We procreate and take up space, and leave our children to inherit this mess / The mindless hate. Encompassing greed. Not to mention the people on the street.
Why should we care? We’re not gonna be here. It’s the American Way. The human race.
We need to take what we want before somebody else takes it. It’s our human right to exploit and destroy. It’s our nature to be arrogant and blind.
The shitty vocals were done with a cheap RadioShack mic that I bought a pair of on a credit card while we recording, because we needed more mics to record the drums. My thought was, I was fully intending to return them within the 30 Day return window, and thus would pull-off a total rock ‘n roll scam.
“Evolution” is there in the liner note flavor text for this song, but this was written before Pearl Jam’s “Do The Evolution” came out in 1998. Not that it ultimately means anything. Just noticing.
Now, I mentioned pretension, and having an instrumental interlude track could be seen as such. But this was Kevin and I messing around because we were the only constants in the recording process of this demo.
I had a Crate XLP preamp that had built-in chorus (which you’ll hear more of on the next track), and I had it switched on and was just noodling around. I don’t know if it’s the association that I have with the video for Nirvana’s song “Come As You Are” which features water imagery and a chorus effect, but that warble sound always makes me think of water. And water makes me think of floating down a river. And a river makes me think of flowing. And flowing makes me think of menstruation, because I was a teenage boy.4

Again, our immature sense of humor reared its shamefully shaking head. But this was more or less a throw-away album filler track, akin to the songs everyone skips on Vitalogy. However, we did play this one live once, which is more than you could say for “Stupid Mop!”
As I was talking about before, finding bands that would let us play with them was probably our highest hurdle to clear in those early years. A work-around we employed exactly once though, was essentially opening for ourselves as a different band.

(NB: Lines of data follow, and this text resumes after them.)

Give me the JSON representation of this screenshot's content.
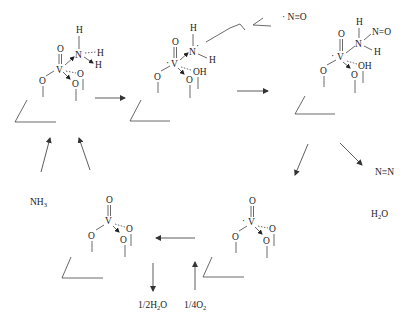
{
  "diagram": {
    "type": "catalytic-cycle",
    "title": "",
    "species": {
      "s1": {
        "V": "V",
        "O_top": "O",
        "N": "N",
        "H1": "H",
        "H2": "H",
        "H3": "H",
        "O_left": "O",
        "O_right": "O",
        "O_low": "O"
      },
      "s2": {
        "V": "V",
        "O_top": "O",
        "N": "N",
        "H1": "H",
        "H2": "H",
        "OH": "OH",
        "O_left": "O",
        "O_low": "O"
      },
      "s3": {
        "V": "V",
        "O_top": "O",
        "N": "N",
        "NO_group": "N=O",
        "H1": "H",
        "H2": "H",
        "OH": "OH",
        "O_left": "O",
        "O_low": "O"
      },
      "s4": {
        "V": "V",
        "O_top": "O",
        "O_right": "O",
        "O_left": "O",
        "O_low": "O"
      },
      "s5": {
        "V": "V",
        "O_top": "O",
        "O_right": "O",
        "O_left": "O",
        "O_low": "O"
      }
    },
    "labels": {
      "nitric_oxide": "· N≡O",
      "nitrogen": "N≡N",
      "water": "H",
      "water_sub": "2",
      "water_tail": "O",
      "ammonia": "NH",
      "ammonia_sub": "3",
      "half_water": "1/2H",
      "half_water_sub": "2",
      "half_water_tail": "O",
      "quarter_oxygen": "1/4O",
      "quarter_oxygen_sub": "2"
    },
    "colors": {
      "ink": "#222222",
      "background": "#ffffff"
    }
  }
}
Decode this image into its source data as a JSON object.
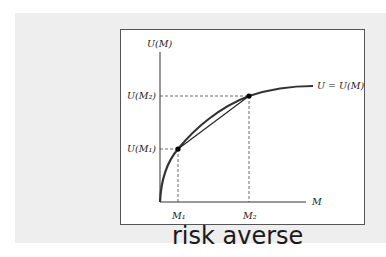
{
  "diagram": {
    "y_axis_label": "U(M)",
    "x_axis_label": "M",
    "curve_label": "U = U(M)",
    "y_ticks": [
      "U(M₂)",
      "U(M₁)"
    ],
    "x_ticks": [
      "M₁",
      "M₂"
    ],
    "annotation": "risk averse",
    "points": [
      {
        "name": "M1",
        "label_x": "M₁",
        "label_y": "U(M₁)"
      },
      {
        "name": "M2",
        "label_x": "M₂",
        "label_y": "U(M₂)"
      }
    ],
    "colors": {
      "curve": "#333333",
      "band": "#eeeeee",
      "box_border": "#555555"
    }
  }
}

It was known at the time in deep Pearl Jam lore, that Eddie Vedder’s wife at the time had a band named Hovercraft, and that he played drums on one of their albums under the name Jerome 230. At a couple of Pearl Jam’s shows, Hovercraft even opened for them and Eddie played drums while wearing a mask. Hovercraft was an instrumental band whose song were closer to Sonic Youth inspired noise jams than anything strictly in the rock milieu.
I thought to myself: “If you’re just playing noise, how hard could that be?” I then formulated a plan where Kevin and I would enlist a friend of ours — John, who gave us the idea for the name “kibosh” and was Matt’s older brother — to play keyboard (I should probably write it: “play” keyboard.) with us so that we could have an opening band for a show.

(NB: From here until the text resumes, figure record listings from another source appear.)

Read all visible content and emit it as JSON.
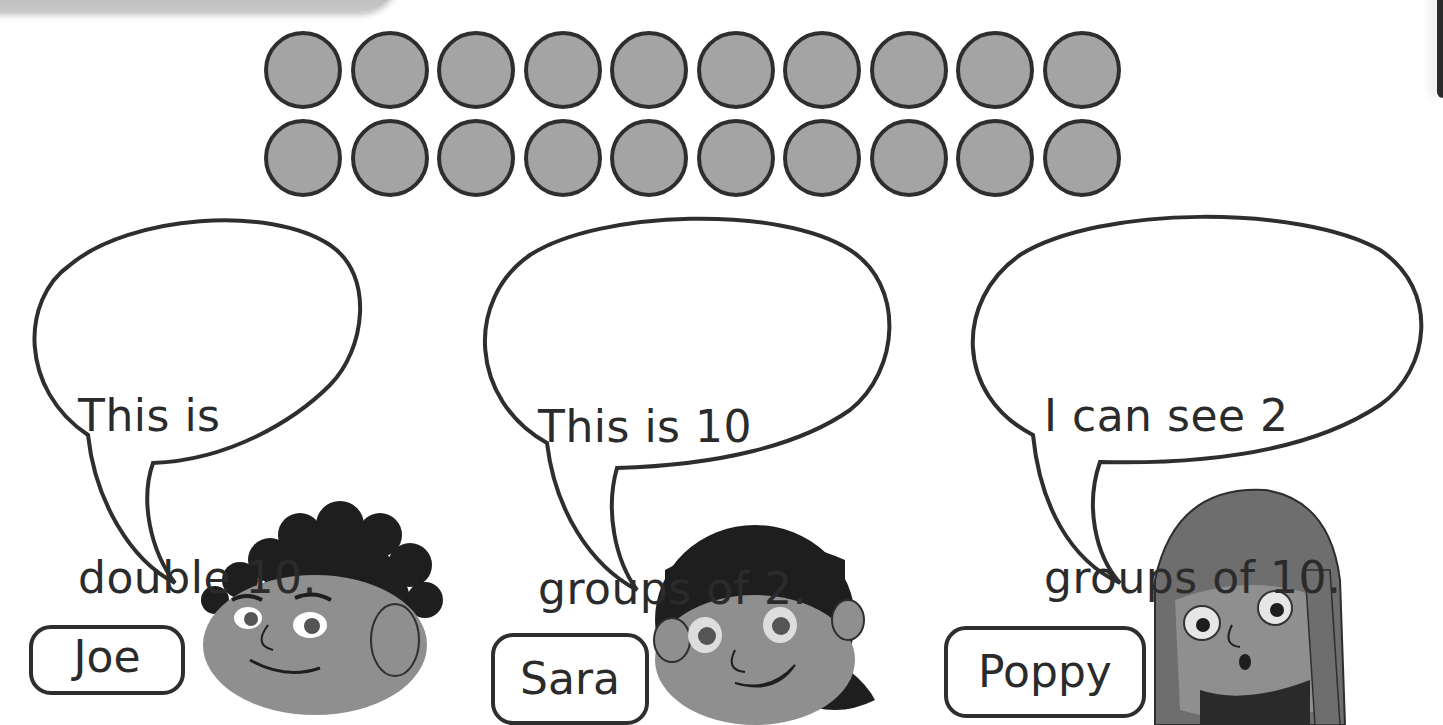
{
  "counters": {
    "rows": 2,
    "per_row": 10,
    "total": 20,
    "fill_color": "#a4a4a4",
    "stroke_color": "#2e2e2e"
  },
  "characters": [
    {
      "name": "Joe",
      "speech_line1": "This is",
      "speech_line2": "double 10."
    },
    {
      "name": "Sara",
      "speech_line1": "This is 10",
      "speech_line2": "groups of 2."
    },
    {
      "name": "Poppy",
      "speech_line1": "I can see 2",
      "speech_line2": "groups of 10."
    }
  ]
}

We never did try that stunt again... Not because anything bad happened5, but because, again, playing with other bands and trying to get a wider exposure to a larger audience is what our goal should have been.
But all of this did make for something to write about for this song, other than: This song is a menstruation joke...
-bcp
Harry, Kevin, and Matt also happened to be in marching band, but they didn’t play any brass instruments. Harry played saxophone. Kevin, percussion. And Matt was in the pit along with Kevin, playing guitar.
Actually, all the songs on that double album.
Which first, would mean that we would have to have had the money to afford extra gear. We were all playing out of 10” practice amp speakers until our early 20s! And spoiler alert: none of us came from money (like some other musicians out there), so that wasn’t going to happen until we got jobs and had some pre-2000s Recession disposable income.
And if you give a mouse a cookie and on and on...
Yeah, nothing bad happened there (just nobody showed up), even though this place had chicken wire up around the bar area, so that they could have people under 21 — like we were — see bands there. It was slightly intimidating, evoking images of bottles being thrown, the chicken wire.